Making Some Initial Data

Let's create a new function that creates some initial data:

pub fn build_users_file() {
    use std::io::Write;

    let users = get_users();
    let json = serde_json::to_string(&users).unwrap();
    let mut f = std::fs::File::create("users.json").unwrap();
    f.write_all(json.as_bytes()).unwrap();
}

The bulk of this function is handling writing to a file: obtaining access to the Write trait (required by write_all), creating a file and using write_all to write to it. Notice that you never close the file: you don't need to. File uses "RAII" - Resource Allocation Is Initialization, and store the file handle internally. When File drops out of scope, the file is closed. You'll learn to do this for your types tomorrow.

Also, don't worry about all the unwrapping---that's on the menu for tomorrow, too.

The serialization portion is rather straightforward:

let json = serde_json::to_string(&users).unwrap();

Now open login and add a one-liner to the first line in main():

authentication::build_users_file();

Run the program and exit out. In your login directory you now have a file named users.json. It looks like this:

{"bob":{"username":"bob","password":"password","action":{"Accept":"User"}},"herbert":{"username":"herbert","password":"password","action":{"Accept":"Admin"}},"fred":{"username":"fred","password":"password","action":{"Denied":"PasswordExpired"}}}

All of your data is there - but it's not pretty! Let's enable prettiness. In the build_users_file() function:

    //let json = serde_json::to_string(&users).unwrap();
    let json = serde_json::to_string_pretty(&users).unwrap();

Run login again, and you have a nicely formatted JSON file:

{
  "bob": {
    "username": "bob",
    "password": "password",
    "action": {
      "Accept": "User"
    }
  },
  "herbert": {
    "username": "herbert",
    "password": "password",
    "action": {
      "Accept": "Admin"
    }
  },
  "fred": {
    "username": "fred",
    "password": "password",
    "action": {
      "Denied": "PasswordExpired"
    }
  }
}

Whether or not you want prettiness is up to you. We're going to use the pretty version because it's easier to read. You save disk space and processing time by not formatting the JSON nicely with whitespace.

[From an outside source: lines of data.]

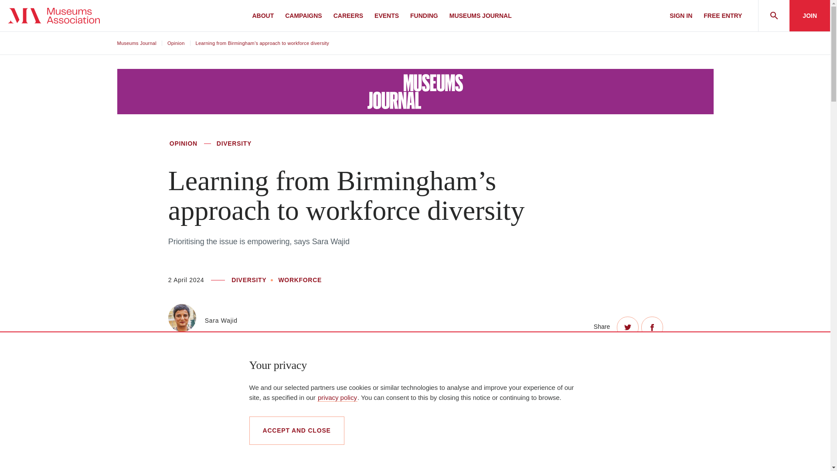 This screenshot has height=471, width=837. What do you see at coordinates (304, 16) in the screenshot?
I see `CAMPAIGNS` at bounding box center [304, 16].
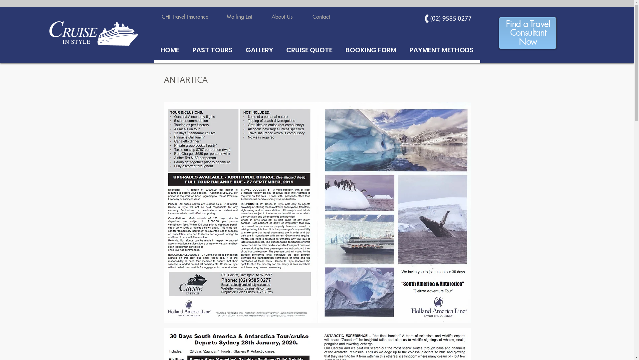  What do you see at coordinates (259, 50) in the screenshot?
I see `GALLERY` at bounding box center [259, 50].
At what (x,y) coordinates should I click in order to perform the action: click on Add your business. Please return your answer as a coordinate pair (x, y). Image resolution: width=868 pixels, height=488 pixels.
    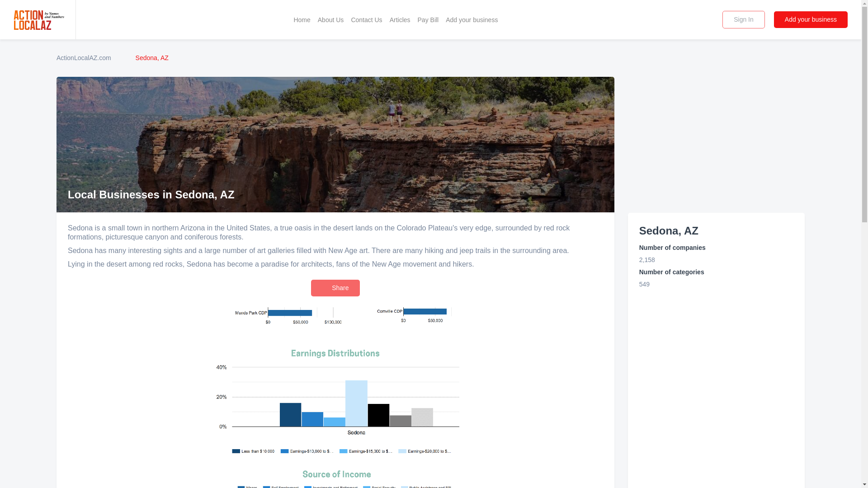
    Looking at the image, I should click on (811, 19).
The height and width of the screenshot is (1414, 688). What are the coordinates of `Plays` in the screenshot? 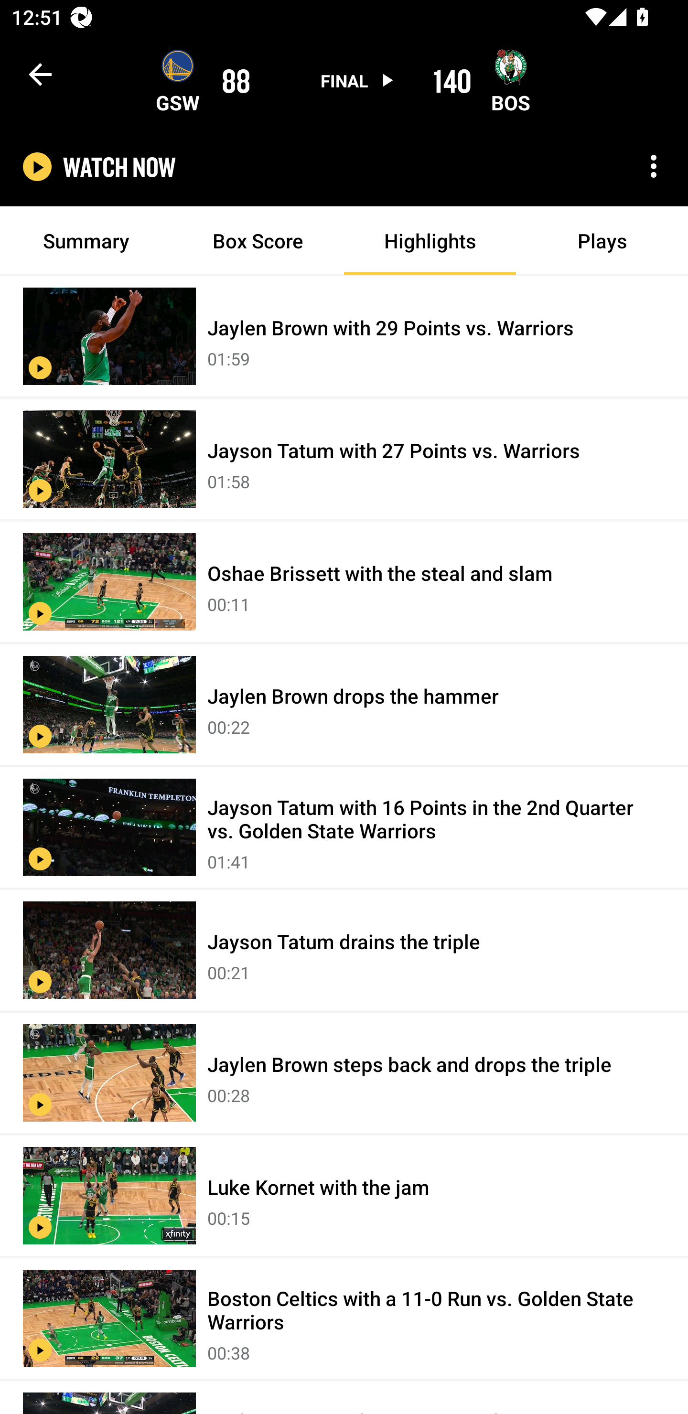 It's located at (601, 241).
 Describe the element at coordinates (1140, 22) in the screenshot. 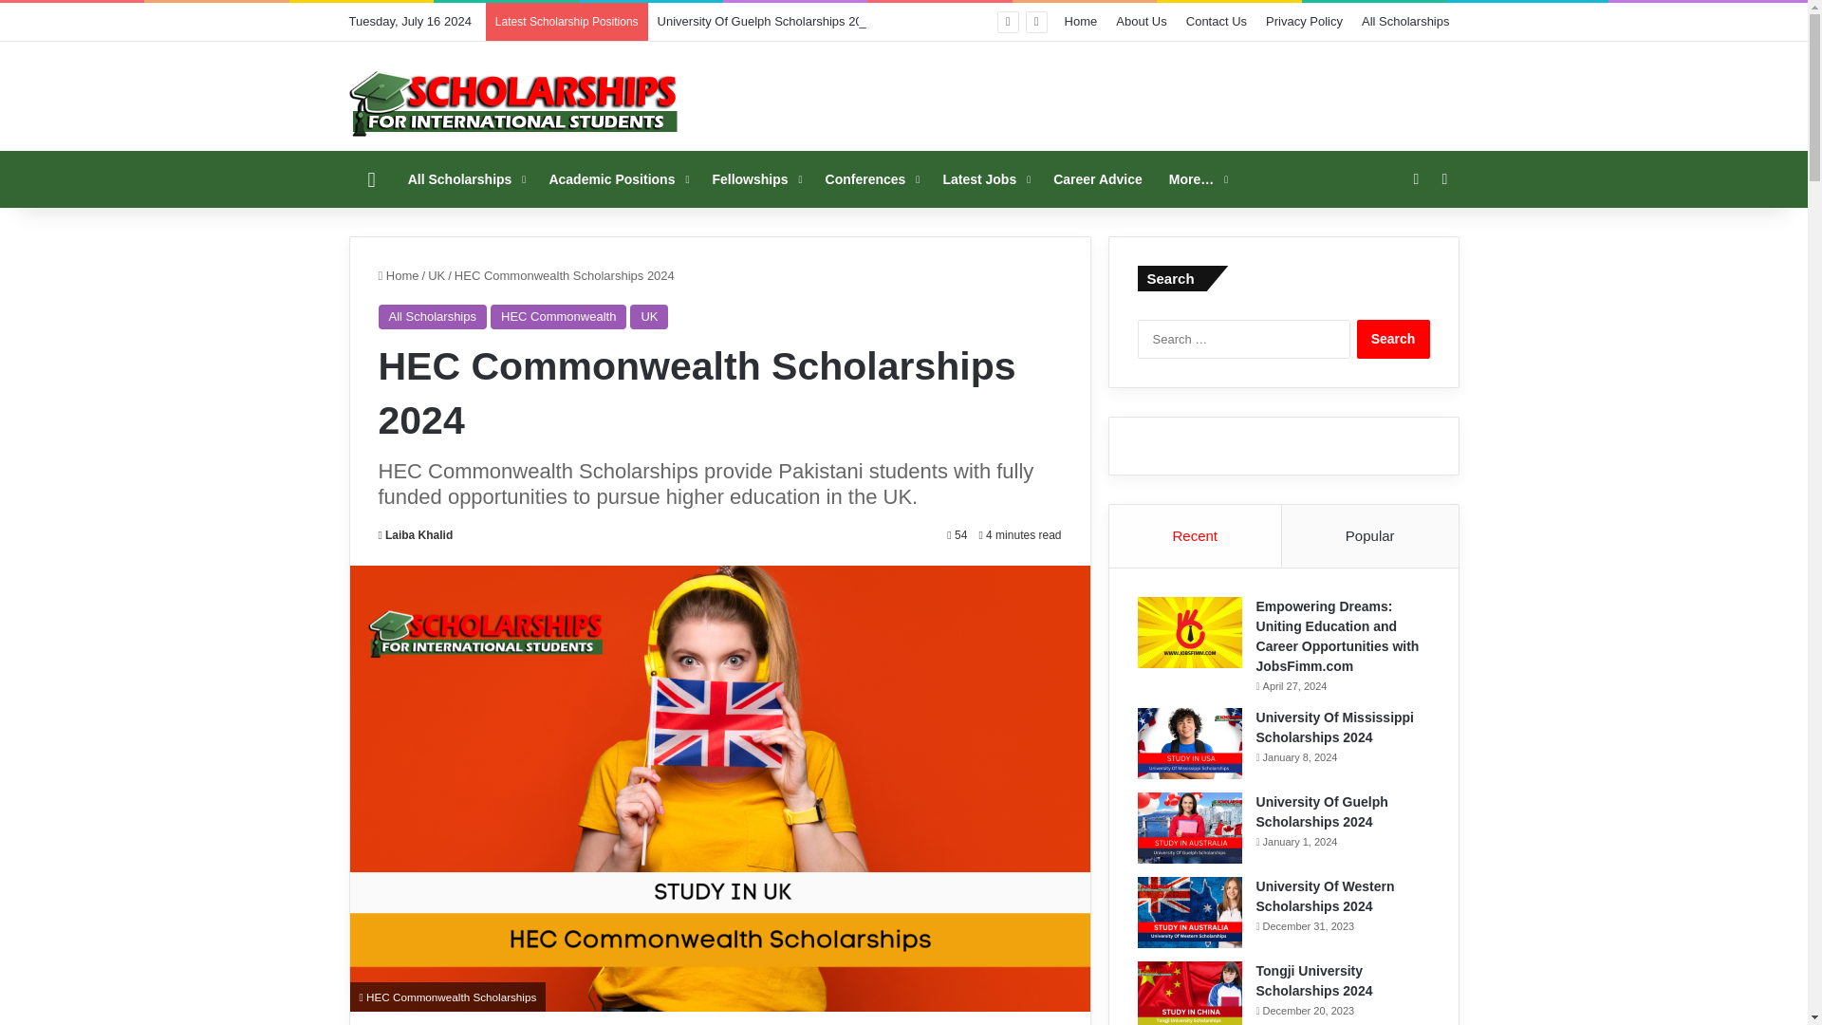

I see `About Us` at that location.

That really is all you need to create some JSON. How about reading it back?

Deserializing Data

Now that we have an initial users.json file, we don't need to keep recreating it. We'll keep the build_users function around just in case, but one-off functions to create some initial data are pretty common.

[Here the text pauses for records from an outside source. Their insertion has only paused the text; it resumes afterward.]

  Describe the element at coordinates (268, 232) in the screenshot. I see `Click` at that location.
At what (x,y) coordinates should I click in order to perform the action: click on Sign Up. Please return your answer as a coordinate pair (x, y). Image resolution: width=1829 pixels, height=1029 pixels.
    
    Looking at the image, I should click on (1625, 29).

Let's change get_users to load our data from disk. Serde really does make it easy. The whole function can be replaced with:

pub fn get_users() -> HashMap<String, User> {
    let json = std::fs::read_to_string("users.json").unwrap();
    serde_json::from_str(&json).unwrap()
}

This loads "users.json" into a String, and then deserializes it straight into a HashMap.

Let's open the login project again.

This is still live-coding, the Github Example is here

Comment out the call you made to build_users_file() and run the program. It works!

To prove that it really works, let's edit users.json. Replace "fred" with "toby":

  "toby": {
    "username": "toby",
    "password": "password",
    "action": {
      "Denied": "PasswordExpired"
    }
  }

Now try to login as "toby":

Welcome to the (Not Very) Secure Server
Enter your username:
toby
Enter your password:
password
Access denied
PasswordExpired

Rust's serialization and deserialization support was one of the features that first sold me on the language. It really is great.